Before smartphone marketshare was a race between Android and iOS, the smartphone market was dominated by players like BlackBerry and Palm. In the years since, the handset race has largely become between Samsung (and other Android-powered handset makers) and Apple as BlackBerry’s presence has shrunk and Palm has been sold to HP and consequently retired as a brand.

Nothing is more tangible an illustration of the change in landscape than the key players of today taking over the office space of the former leaders, and that’s exactly what Google is doing with Palm’s former headquarters, the Silicon Valley Business Journal reports.

The lease of the PalmPilot maker’s former two-building, 285,000-square-foot project in Sunnyvale brings Google’s holdings in the city to well over 1 million square feet.

Sources familiar with the transaction said Google leased the complex at 950 and 1000 W. Maude Ave. last week.

Google’s primary campus, of course, is located in Mountain View, California, and the move into Palm’s former headquarters will increase its presence in the neighboring city of Sunnyvale, California.

Palm, you may recall, was purchased by Hewlett-Packard in 2010 in a $1.2 billion acquisition including its webOS operating system. As noted, HP has retired the Palm brand and sold the webOS software to LG.

The report from the Silicon Valley Business Journal includes some interesting history into the building Google will soon fill:

The project Google just leased was built in 1999 by Jay Paul Co. and was originally occupied by Philips.

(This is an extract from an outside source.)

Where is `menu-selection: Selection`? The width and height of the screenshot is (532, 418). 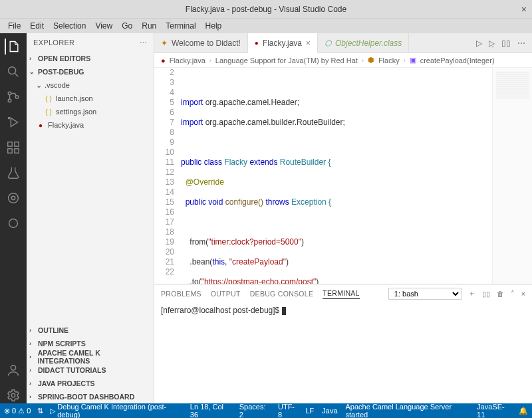
menu-selection: Selection is located at coordinates (69, 26).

Palm took it over in 2005, the same year that the property’s ownership traded to an affiliate of Deutsche Bank. When HP bought Palm, it acquired Palm’s real estate leases as well.

HP stayed put, renewing its lease through 2014, but the Palo Alto-based tech giant has been moving its employees to other offices it has leased recently (including at Sunnyvale’s Moffett Towers), and I’m told Google’s deal was direct with Deutsche. I couldn’t learn the length of term or the rent; HP declined to comment, as did Google.